The meaning of “arc”
January 29th, 2012It’s one of those words that we use as literary types, that I realized last night I wasn’t quite sure what it meant. I always imagined “the arc” as a little rainbow over stories, or some magic conduit to narration. Then lately I started to suspect that arc didn’t mean literally being like a rainbow that starts in one place, goes up, and then coming back to roughly the same place. When we talk about arc, we’re talking about change, so I tried to come up with some other shapes for it.
I learned via Wikipedia that this is terminology borrowed from television, that uses the Aristotlean idea of a tragic fall. So a character finds themselves in a compromised position without the usual structures they rely upon (loses a job, a relationship, a family member) and then finds their way without these structures. Why this is called something that has to do with the curve of a line I’m not sure, but it’s clearly catchy because I often use it without really knowing what it means.
I posted a while back about the hero’s journey, which is another shape of storytelling, where the hero takes off, encounters obstacles, meets a mentor, overcomes the obstacles, and changes in the path of the journey. This might be more a film metaphor as it comes from Joseph Campbell and his work on stories in different cultures and what they have in common.
So what about books and short stories? Those words on a page — black on white — do they have the same formulas that television and films use so well? They must in a way. There’s the fish-out-of-water formula of someone dropped in a place they don’t know and finding their way, which is another way for saying character arc. And more than all that there’s the beginning, middle, and end — as any story has. The plot is what happens. The arc is, from my understanding, how a character changes. Any corrections? Other thoughts? Let me know.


ASSIGNMENT:
Each entry below should be retyped exactly as given.
■ ■ ■
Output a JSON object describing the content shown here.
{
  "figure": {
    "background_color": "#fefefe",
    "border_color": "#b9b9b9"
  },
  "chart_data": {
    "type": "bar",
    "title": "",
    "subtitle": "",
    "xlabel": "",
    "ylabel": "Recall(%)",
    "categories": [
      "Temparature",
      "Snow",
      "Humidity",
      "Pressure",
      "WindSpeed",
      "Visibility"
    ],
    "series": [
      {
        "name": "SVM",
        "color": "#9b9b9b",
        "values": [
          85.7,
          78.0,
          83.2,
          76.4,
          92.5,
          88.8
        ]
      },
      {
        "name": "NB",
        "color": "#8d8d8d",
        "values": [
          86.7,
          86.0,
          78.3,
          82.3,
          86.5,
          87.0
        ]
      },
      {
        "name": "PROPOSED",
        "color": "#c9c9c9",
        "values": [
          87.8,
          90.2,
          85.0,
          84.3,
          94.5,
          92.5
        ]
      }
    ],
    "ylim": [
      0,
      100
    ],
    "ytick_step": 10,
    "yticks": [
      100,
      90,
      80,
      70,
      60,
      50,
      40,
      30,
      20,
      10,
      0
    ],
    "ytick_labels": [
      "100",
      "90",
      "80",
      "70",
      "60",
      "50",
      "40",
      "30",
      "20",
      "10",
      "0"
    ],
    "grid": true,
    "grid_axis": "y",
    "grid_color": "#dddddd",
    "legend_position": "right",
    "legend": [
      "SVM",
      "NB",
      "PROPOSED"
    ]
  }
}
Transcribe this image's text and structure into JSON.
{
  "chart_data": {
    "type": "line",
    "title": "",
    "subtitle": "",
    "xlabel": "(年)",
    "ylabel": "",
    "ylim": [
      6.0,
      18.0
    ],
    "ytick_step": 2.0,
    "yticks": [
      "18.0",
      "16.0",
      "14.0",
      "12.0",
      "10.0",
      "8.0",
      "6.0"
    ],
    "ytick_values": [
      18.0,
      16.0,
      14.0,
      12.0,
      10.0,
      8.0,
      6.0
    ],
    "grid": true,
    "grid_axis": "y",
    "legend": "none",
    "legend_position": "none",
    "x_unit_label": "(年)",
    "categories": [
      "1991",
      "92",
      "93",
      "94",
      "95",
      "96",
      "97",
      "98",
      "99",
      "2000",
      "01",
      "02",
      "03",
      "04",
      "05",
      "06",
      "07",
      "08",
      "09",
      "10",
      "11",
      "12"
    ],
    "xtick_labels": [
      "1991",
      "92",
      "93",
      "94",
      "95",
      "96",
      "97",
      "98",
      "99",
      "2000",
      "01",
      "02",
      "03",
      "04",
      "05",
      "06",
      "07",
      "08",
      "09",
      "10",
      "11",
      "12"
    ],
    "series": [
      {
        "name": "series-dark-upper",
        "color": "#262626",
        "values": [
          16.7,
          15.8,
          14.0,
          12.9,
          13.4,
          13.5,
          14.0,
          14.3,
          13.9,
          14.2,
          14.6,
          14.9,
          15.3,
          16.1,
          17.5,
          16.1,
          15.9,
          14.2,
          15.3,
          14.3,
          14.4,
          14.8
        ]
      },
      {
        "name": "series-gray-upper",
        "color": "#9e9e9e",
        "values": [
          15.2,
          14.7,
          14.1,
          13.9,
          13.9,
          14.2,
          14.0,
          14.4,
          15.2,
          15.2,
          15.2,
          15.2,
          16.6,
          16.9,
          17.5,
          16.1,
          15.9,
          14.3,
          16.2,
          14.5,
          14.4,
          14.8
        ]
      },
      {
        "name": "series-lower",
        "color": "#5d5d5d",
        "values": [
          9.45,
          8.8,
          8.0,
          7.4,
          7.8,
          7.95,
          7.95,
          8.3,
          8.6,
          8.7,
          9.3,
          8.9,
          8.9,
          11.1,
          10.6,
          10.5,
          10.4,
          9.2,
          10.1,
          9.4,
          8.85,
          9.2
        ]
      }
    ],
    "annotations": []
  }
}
■ ■ ■
EXERCISE RESULT:
Output a JSON object describing the content shown here.
{
  "figure": {
    "background_color": "#fefefe",
    "border_color": "#b9b9b9"
  },
  "chart_data": {
    "type": "bar",
    "title": "",
    "subtitle": "",
    "xlabel": "",
    "ylabel": "Recall(%)",
    "categories": [
      "Temparature",
      "Snow",
      "Humidity",
      "Pressure",
      "WindSpeed",
      "Visibility"
    ],
    "series": [
      {
        "name": "SVM",
        "color": "#9b9b9b",
        "values": [
          85.7,
          78.0,
          83.2,
          76.4,
          92.5,
          88.8
        ]
      },
      {
        "name": "NB",
        "color": "#8d8d8d",
        "values": [
          86.7,
          86.0,
          78.3,
          82.3,
          86.5,
          87.0
        ]
      },
      {
        "name": "PROPOSED",
        "color": "#c9c9c9",
        "values": [
          87.8,
          90.2,
          85.0,
          84.3,
          94.5,
          92.5
        ]
      }
    ],
    "ylim": [
      0,
      100
    ],
    "ytick_step": 10,
    "yticks": [
      100,
      90,
      80,
      70,
      60,
      50,
      40,
      30,
      20,
      10,
      0
    ],
    "ytick_labels": [
      "100",
      "90",
      "80",
      "70",
      "60",
      "50",
      "40",
      "30",
      "20",
      "10",
      "0"
    ],
    "grid": true,
    "grid_axis": "y",
    "grid_color": "#dddddd",
    "legend_position": "right",
    "legend": [
      "SVM",
      "NB",
      "PROPOSED"
    ]
  }
}
Transcribe this image's text and structure into JSON.
{
  "chart_data": {
    "type": "line",
    "title": "",
    "subtitle": "",
    "xlabel": "(年)",
    "ylabel": "",
    "ylim": [
      6.0,
      18.0
    ],
    "ytick_step": 2.0,
    "yticks": [
      "18.0",
      "16.0",
      "14.0",
      "12.0",
      "10.0",
      "8.0",
      "6.0"
    ],
    "ytick_values": [
      18.0,
      16.0,
      14.0,
      12.0,
      10.0,
      8.0,
      6.0
    ],
    "grid": true,
    "grid_axis": "y",
    "legend": "none",
    "legend_position": "none",
    "x_unit_label": "(年)",
    "categories": [
      "1991",
      "92",
      "93",
      "94",
      "95",
      "96",
      "97",
      "98",
      "99",
      "2000",
      "01",
      "02",
      "03",
      "04",
      "05",
      "06",
      "07",
      "08",
      "09",
      "10",
      "11",
      "12"
    ],
    "xtick_labels": [
      "1991",
      "92",
      "93",
      "94",
      "95",
      "96",
      "97",
      "98",
      "99",
      "2000",
      "01",
      "02",
      "03",
      "04",
      "05",
      "06",
      "07",
      "08",
      "09",
      "10",
      "11",
      "12"
    ],
    "series": [
      {
        "name": "series-dark-upper",
        "color": "#262626",
        "values": [
          16.7,
          15.8,
          14.0,
          12.9,
          13.4,
          13.5,
          14.0,
          14.3,
          13.9,
          14.2,
          14.6,
          14.9,
          15.3,
          16.1,
          17.5,
          16.1,
          15.9,
          14.2,
          15.3,
          14.3,
          14.4,
          14.8
        ]
      },
      {
        "name": "series-gray-upper",
        "color": "#9e9e9e",
        "values": [
          15.2,
          14.7,
          14.1,
          13.9,
          13.9,
          14.2,
          14.0,
          14.4,
          15.2,
          15.2,
          15.2,
          15.2,
          16.6,
          16.9,
          17.5,
          16.1,
          15.9,
          14.3,
          16.2,
          14.5,
          14.4,
          14.8
        ]
      },
      {
        "name": "series-lower",
        "color": "#5d5d5d",
        "values": [
          9.45,
          8.8,
          8.0,
          7.4,
          7.8,
          7.95,
          7.95,
          8.3,
          8.6,
          8.7,
          9.3,
          8.9,
          8.9,
          11.1,
          10.6,
          10.5,
          10.4,
          9.2,
          10.1,
          9.4,
          8.85,
          9.2
        ]
      }
    ],
    "annotations": []
  }
}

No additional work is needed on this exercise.